If implemented at scale, CCUS in India could:
- Substantially cut national industrial CO₂ emissions
- Enable continued industrial growth while decarbonizing heavy sectors
- Position India as a global player in carbon-management technologies and climate innovation
Key Challenges Ahead & Roadmap’s Critical Role
While the roadmap is an important step, real-world deployment of CCUS worldwide — and in India — faces several known challenges:
- High Capital Costs & Energy Penalty: Capturing and compressing CO₂, transporting it, and storing it underground is energy-intensive and expensive. CCUS systems often require additional energy compared to conventional processes.
- Infrastructure and Logistics: Large-scale CO₂ transport pipelines or shipping infrastructure, secure underground storage sites, monitoring systems require long lead times and substantial planning.
- Regulatory, Safety and Liability Frameworks: Long-term storage of CO₂ underground introduces questions around liability, safety, leakage risks, and public acceptance — requiring clear regulatory frameworks and governance mechanisms.
- Financial Viability and Incentives: Without incentives or supportive policy mechanisms (like carbon credits, tax breaks), CCUS may remain financially unviable for many industries.
That is why the new roadmap’s emphasis on supportive frameworks — from human capital to regulatory standards to infrastructure — is so critical. It gives India a structured pathway to tackle these hurdles.
What’s Next: Implementation, Partnerships, and Scaling
With the roadmap in place, the next phase involves:
- Rolling out CCUS test beds in industries like power, cement, and steel via public–private partnerships.
- Mobilizing investment — including possibly through public funding, incentives, and leveraging private sector innovation, under schemes like the ₹1 Lakh Crore Research, Development & Innovation (RDI) initiative announced by DST.
- Building regulatory and safety frameworks to govern CO₂ storage, transportation, and long-term monitoring.
- Investing in human resources and infrastructure — training researchers and engineers, developing CCUS-ready industrial infrastructure, establishing shared CO₂ transport/storage pipelines or clusters.
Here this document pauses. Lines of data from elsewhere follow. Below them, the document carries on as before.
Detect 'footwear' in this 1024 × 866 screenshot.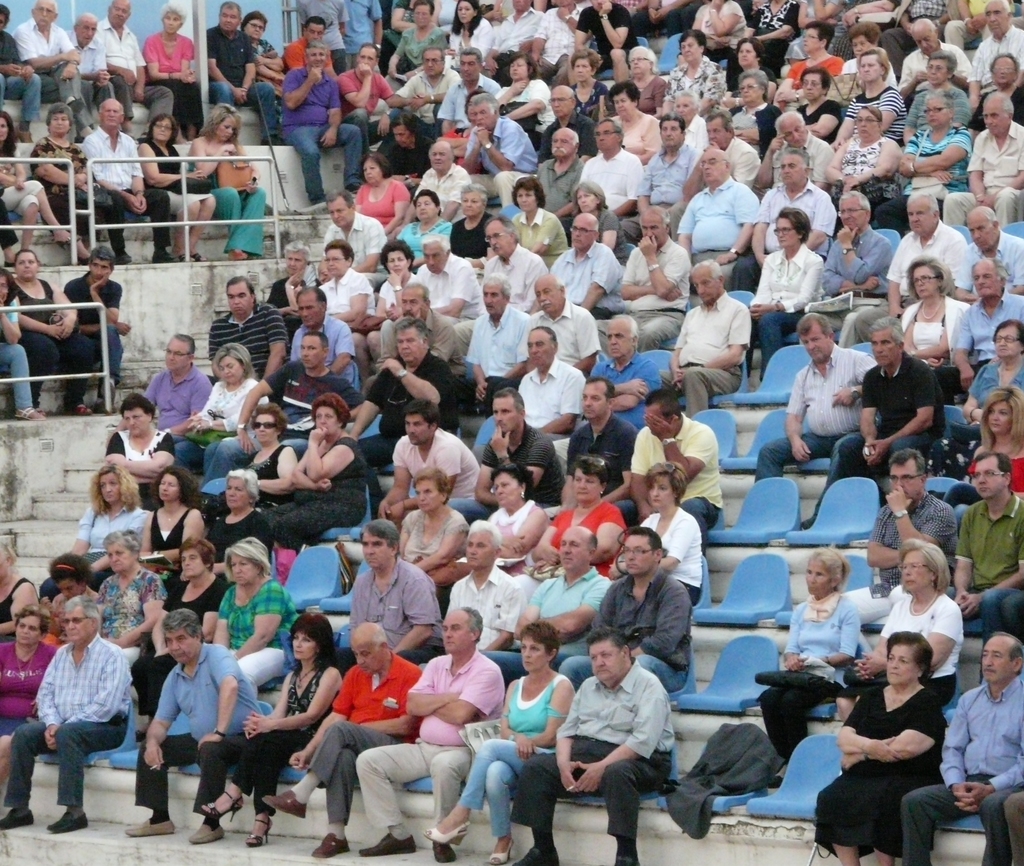
Detection: bbox=(492, 838, 512, 863).
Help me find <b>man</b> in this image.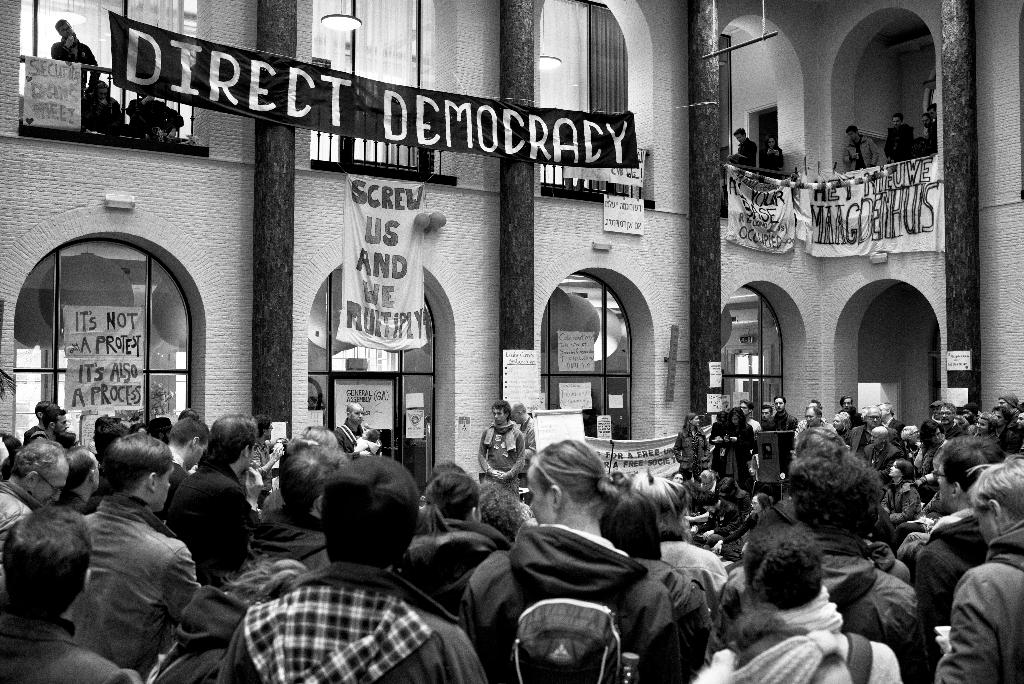
Found it: (927, 101, 937, 154).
- Encouraging collaboration across academia, industry, government, and international partners — since CCUS is globally relevant and benefit from cross-border experience and technology transfer.
Given the magnitude of India’s industrial footprint, and the scale of emissions from hard-to-abate sectors, the coming 5–10 years will be crucial in determining whether this roadmap remains aspirational or becomes transformative.
Significance for India’s Climate & Development Vision
- The new CCUS roadmap aligns with India’s broader vision of a “Viksit Bharat@2047” — combining rapid industrial and economic growth with sustainability and environmental responsibility.
- CCUS offers a pathway for India to grow without abandoning industrial strength — by decoupling carbon emissions from economic development.
- If India succeeds, it can emerge as a global leader in carbon-management technologies — exporting expertise, attracting climate investments, and demonstrating how emerging economies can chart a sustainable, carbon-conscious growth trajectory.